Technologies such as mobile health, telehealth, and social portal solutions are making great waves in healthcare organizations around the world. Technology creates a reality where patients are no longer required to go to the doctor’s office to get important care. The future seems even more promising. Technology provides patients with:
- Socially-Enabled Patient Portals: A platform where physicians and patients can work together toward their combined goals of better health. These technologies are particularly effective in rural and low income areas. These social technologies are being used to enhance the quality of care for diabetic populations in low income areas, for example. These technologies show great promise for providers and health plans interested in managing chronic disease, especially for the uninsured.
- Virtual Visits: Healthcare providers such as Kaiser Permanente are increasingly offering virtual visits to accommodate appointments that can take place from a distance. One question often remains when considering these virtual visits. How do they accommodate care that must take place in person, such as listening to a patient’s heartbeat? There are advances in telemedicine that physicians can now call on, such as the scope-to-scope application by 3M. This innovation gives physicians the ability to hear actual heart and body sounds in real time from any distance – even space.
- Cellphone as a Doctor Tool: Increasingly, cell phones are being used to collect and share healthcare data. Dreaming of a day when sodium, glucose, and blood oxygen levels can be monitored via nanosensor “tattoo” through the iPhone (read: no pin prick). That innovation is here and it is called Nanosensor Tatoo.
The future of telehealth is even more exciting to envision. Hear about the most recent X Prize? You could win $10,000,000 if you are able to diagnose 15 common medical conditions in 10 people within three days. The catch? This must be done with no intervention from a health care professional.
However, as I highlighted in a recent post, “6 Hour Commute to the Doctor’s Office“, while technology has the infrastructure to support telehealth, there are still many barriers in our way. The problem comes when we have to implement technologies that have proven to be successful in controlled studies into a messy state-wide environment with challenging barriers like payment models.
If, for example, there is no ICD code for communicating with patients via social media tools, the doctors have no incentive to take on the time and expense required to manage these tools. Even if it actually improves patient health? Yep, that’s right. The motivations and rewards of doctors and patients are simply unaligned in this case, and this actually inhibits the use of telehealth technologies that decrease the number of barriers between patients and their care.
Want to learn more about managing population health under new reimbursement models? Register for our upcoming ACO webinar and you will be entered to win one of two Perficient client badges to the February HIMSS Conference in Las Vegas!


- [Activity]: Output the span of lines from the one that contains "Image is 670x305 pixels." through the end of the records, inclusive, exactly as written and free of pictures.

____________

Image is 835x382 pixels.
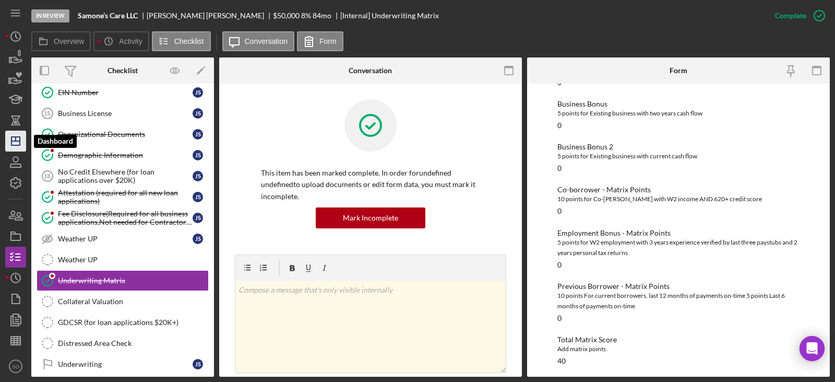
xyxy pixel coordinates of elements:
[31,9,69,22] div: In Review
[58,297,208,305] div: Collateral Valuation
[152,31,211,51] button: Checklist
[31,31,91,51] button: Overview
[58,168,193,184] div: No Credit Elsewhere (for loan applications over $20K)
[58,109,193,117] div: Business License
[147,11,273,20] div: [PERSON_NAME] [PERSON_NAME]
[557,314,562,322] div: 0
[557,260,562,269] div: 0
[174,37,204,45] label: Checklist
[58,276,208,284] div: Underwriting Matrix
[37,291,209,312] a: Collateral Valuation
[557,185,800,194] div: Co-borrower - Matrix Points
[119,37,142,45] label: Activity
[193,212,203,223] div: J S
[301,11,311,20] div: 8 %
[58,255,208,264] div: Weather UP
[37,165,209,186] a: 18No Credit Elsewhere (for loan applications over $20K)JS
[58,318,208,326] div: GDCSR (for loan applications $20K+)
[273,11,300,20] span: $50,000
[37,228,209,249] a: Weather UPJS
[557,290,800,311] div: 10 points For current borrowers, last 12 months of payments on-time 5 points Last 6 months of pay...
[5,355,26,376] button: SO
[58,130,193,138] div: Organizational Documents
[37,207,209,228] a: Fee Disclosure(Required for all business applications,Not needed for Contractor loans)JS
[557,229,800,237] div: Employment Bonus - Matrix Points
[193,150,203,160] div: J S
[222,31,295,51] button: Conversation
[261,167,480,202] p: This item has been marked complete. In order for undefined undefined to upload documents or edit ...
[108,66,138,75] div: Checklist
[37,249,209,270] a: Weather UP
[193,87,203,98] div: J S
[37,270,209,291] a: Underwriting Matrix
[349,66,392,75] div: Conversation
[58,151,193,159] div: Demographic Information
[557,100,800,108] div: Business Bonus
[316,207,425,228] button: Mark Incomplete
[44,110,50,116] tspan: 15
[557,237,800,258] div: 5 points for W2 employment with 3 years experience verified by last three paystubs and 2 years pe...
[58,88,193,97] div: EIN Number
[193,129,203,139] div: J S
[557,143,800,151] div: Business Bonus 2
[557,207,562,215] div: 0
[765,5,830,26] button: Complete
[313,11,331,20] div: 84 mo
[670,66,687,75] div: Form
[557,343,800,354] div: Add matrix points
[37,333,209,353] a: Distressed Area Check
[557,335,800,343] div: Total Matrix Score
[340,11,439,20] div: [Internal] Underwriting Matrix
[44,173,50,179] tspan: 18
[54,37,84,45] label: Overview
[800,336,825,361] div: Open Intercom Messenger
[557,164,562,172] div: 0
[37,103,209,124] a: 15Business LicenseJS
[245,37,288,45] label: Conversation
[193,108,203,118] div: J S
[93,31,149,51] button: Activity
[37,145,209,165] a: Demographic InformationJS
[557,357,566,365] div: 40
[37,124,209,145] a: Organizational DocumentsJS
[557,151,800,161] div: 5 points for Existing business with current cash flow
[193,171,203,181] div: J S
[297,31,343,51] button: Form
[557,108,800,118] div: 5 points for Existing business with two years cash flow
[58,209,193,226] div: Fee Disclosure(Required for all business applications,Not needed for Contractor loans)
[193,233,203,244] div: J S
[37,312,209,333] a: GDCSR (for loan applications $20K+)
[58,339,208,347] div: Distressed Area Check
[58,188,193,205] div: Attestation (required for all new loan applications)
[12,363,19,369] text: SO
[557,121,562,129] div: 0
[343,207,398,228] div: Mark Incomplete
[37,186,209,207] a: Attestation (required for all new loan applications)JS
[58,234,193,243] div: Weather UP
[193,192,203,202] div: J S
[78,11,138,20] b: Samone’s Care LLC
[37,353,209,374] a: UnderwritingJS
[775,5,806,26] div: Complete
[319,37,337,45] label: Form
[37,82,209,103] a: EIN NumberJS
[58,360,193,368] div: Underwriting
[557,282,800,290] div: Previous Borrower - Matrix Points
[193,359,203,369] div: J S
[557,194,800,204] div: 10 points for Co-[PERSON_NAME] with W2 income AND 620+ credit score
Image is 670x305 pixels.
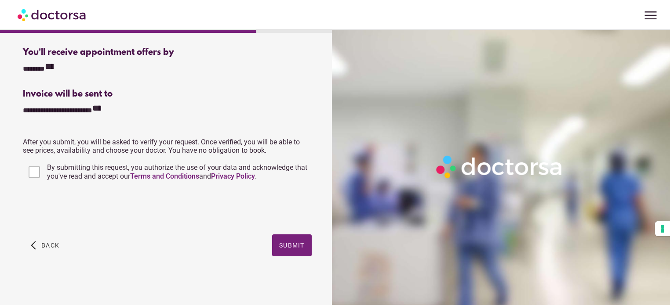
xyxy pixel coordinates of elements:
p: After you submit, you will be asked to verify your request. Once verified, you will be able to se... [23,138,311,155]
a: Terms and Conditions [130,172,199,181]
div: You'll receive appointment offers by [23,47,311,58]
span: Submit [279,242,304,249]
button: Submit [272,235,312,257]
img: Logo-Doctorsa-trans-White-partial-flat.png [432,152,566,182]
span: menu [642,7,659,24]
button: Your consent preferences for tracking technologies [655,221,670,236]
iframe: reCAPTCHA [23,192,156,226]
span: By submitting this request, you authorize the use of your data and acknowledge that you've read a... [47,163,307,181]
img: Doctorsa.com [18,5,87,25]
button: arrow_back_ios Back [27,235,63,257]
span: Back [41,242,59,249]
a: Privacy Policy [211,172,255,181]
div: Invoice will be sent to [23,89,311,99]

____________

- [Answer box]:
Image is 670x305 pixels.
xyxy pixel coordinates of elements:
p: After you submit, you will be asked to verify your request. Once verified, you will be able to se... [23,138,311,155]
a: Terms and Conditions [130,172,199,181]
div: You'll receive appointment offers by [23,47,311,58]
span: Submit [279,242,304,249]
button: Submit [272,235,312,257]
img: Logo-Doctorsa-trans-White-partial-flat.png [432,152,566,182]
span: menu [642,7,659,24]
button: Your consent preferences for tracking technologies [655,221,670,236]
iframe: reCAPTCHA [23,192,156,226]
span: By submitting this request, you authorize the use of your data and acknowledge that you've read a... [47,163,307,181]
img: Doctorsa.com [18,5,87,25]
button: arrow_back_ios Back [27,235,63,257]
span: Back [41,242,59,249]
a: Privacy Policy [211,172,255,181]
div: Invoice will be sent to [23,89,311,99]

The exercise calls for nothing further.